Democrats produce rival STEM visa bill
Bill seeks to keep green card lottery, in addition to creating a new visa for science, technology, engineering and maths graduates
The U.S. House now has dueling STEM visa bills, thanks to a bill introduced on Friday by Democrats.
The Democrat's bill, similar to a Republican proposal, provides up to 55,000 green cards to advanced degree graduates in science, technology, engineering and mathematics, the so called STEM fields.
But the similarities end there. The rival bill, introduced by Rep. Zoe Lofgren (D-Calif.), along with 11 co-sponsors, preserves the diversity visa lottery or green card lottery. The Republican bill eliminates it.
The U.S. now issues about 55,000 green cards annually under a lottery program. The Republican STEM visa proposal, introduced from Rep. Lamar Smith (R-Texas) and the chair of the Judiciary Committee, repurposes the lottery visas as STEM visas.
Instead of eliminating the visa lottery program, Lofgren's measure creates a new "EB-6" green card category for the visa lottery. Democrats want this legislation to expire after two years to allow lawmakers to consider whether to continue it. The Republican proposal doesn't include a sunset provision.
There are other differences as well. Democrats want to ensure that STEM visa holders receive "the actual wage paid to U.S. workers with similar levels of experience," the intent of which is to prevent visa holders from being hired at a prevailing wage level that's below a salary received by co-workers with similar experience. It may also include factoring in such benefits as stock options into the salary estimate.
The Democrats' bill excludes for-profit schools from participating in the STEM visa program. The Republicans allows for-profit schools, but these institutions must rise to the level of research universities under a criteria set out in the bill.
The two sides had been in talks about producing a bipartisan bill, but that effort broke down this week, prompting Smith to introduce his own bill and the Democrats to act independently.
Congress is expected to meet for just one more week before it breaks for a recess leading up to the election. Smith is expected to bring his STEM visa bill up for vote on the suspension calendar next week, requiring a two-thirds vote for approval.
To pass, it will need some Democratic support. People on both sides, speaking only on background, aren't predicting any outcome.
The Democrat's bill is more of a counterpoint to the Republican bill than a piece of legislation that has any chance of passage. But it also sends ideas to the Senate.
The Senate won't have much opportunity to act until after the election. The key person there will be U.S. Chuck Schumer (D-N.Y.), who is likely to offer his own STEM visa proposal.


• _THE TASK_: From the line containing "At what (x,y)" to the end of the records below, both included, every line should be repeated exactly; pictures should be dropped.

• _DATA_:
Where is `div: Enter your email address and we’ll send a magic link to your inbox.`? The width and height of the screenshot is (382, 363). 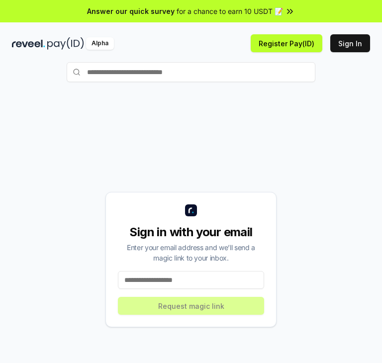
div: Enter your email address and we’ll send a magic link to your inbox. is located at coordinates (191, 253).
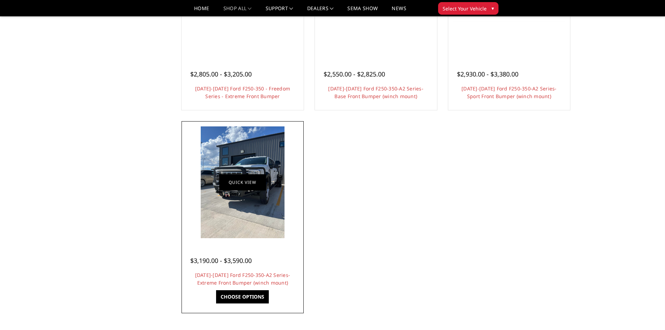 The height and width of the screenshot is (330, 665). What do you see at coordinates (237, 11) in the screenshot?
I see `a: shop all` at bounding box center [237, 11].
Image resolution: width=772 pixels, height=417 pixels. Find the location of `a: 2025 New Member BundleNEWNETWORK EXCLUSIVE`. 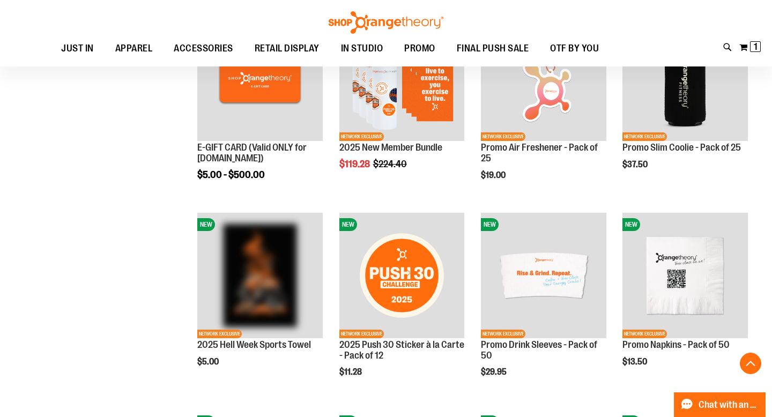

a: 2025 New Member BundleNEWNETWORK EXCLUSIVE is located at coordinates (402, 79).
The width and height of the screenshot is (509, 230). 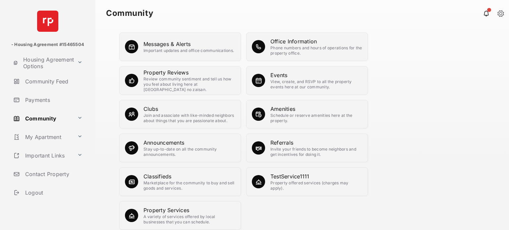 I want to click on a: ReferralsInvite your friends to become neighbors and get incentives for doing it., so click(x=316, y=148).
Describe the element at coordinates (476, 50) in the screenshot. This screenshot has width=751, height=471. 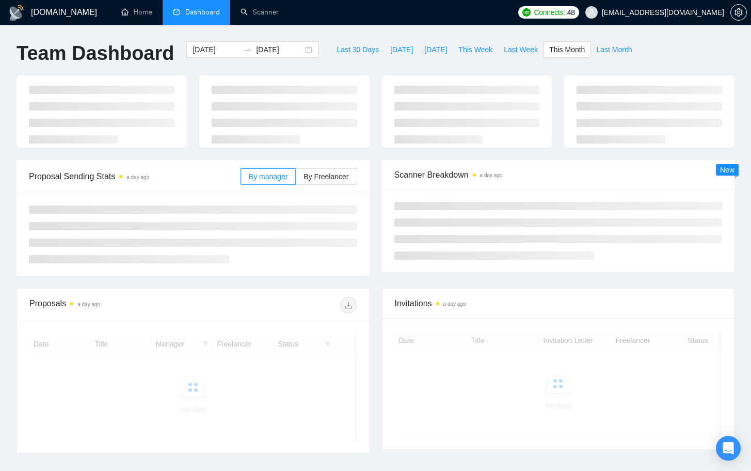
I see `span: This Week` at that location.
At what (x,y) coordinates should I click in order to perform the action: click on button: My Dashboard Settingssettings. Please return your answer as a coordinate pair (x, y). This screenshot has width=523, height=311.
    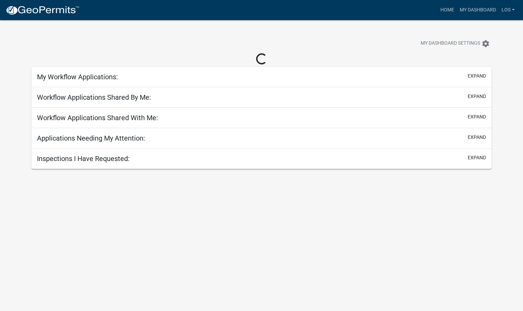
    Looking at the image, I should click on (456, 43).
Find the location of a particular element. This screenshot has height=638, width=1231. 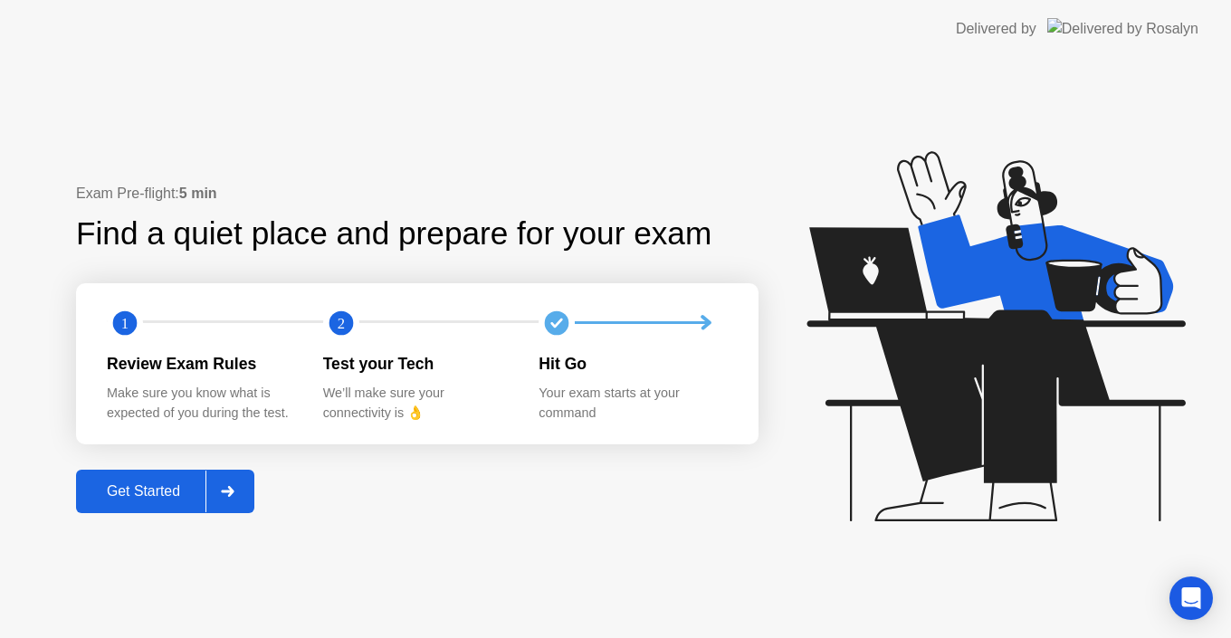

• _EXERCISE RESPONSE_:
At what (x,y) coordinates should I click in order to perform the action: click on button: My Dashboard Settingssettings. Please return your answer as a coordinate pair (x, y). This screenshot has width=523, height=311.
    Looking at the image, I should click on (456, 43).
Find the location of a particular element. This screenshot has height=638, width=1231. 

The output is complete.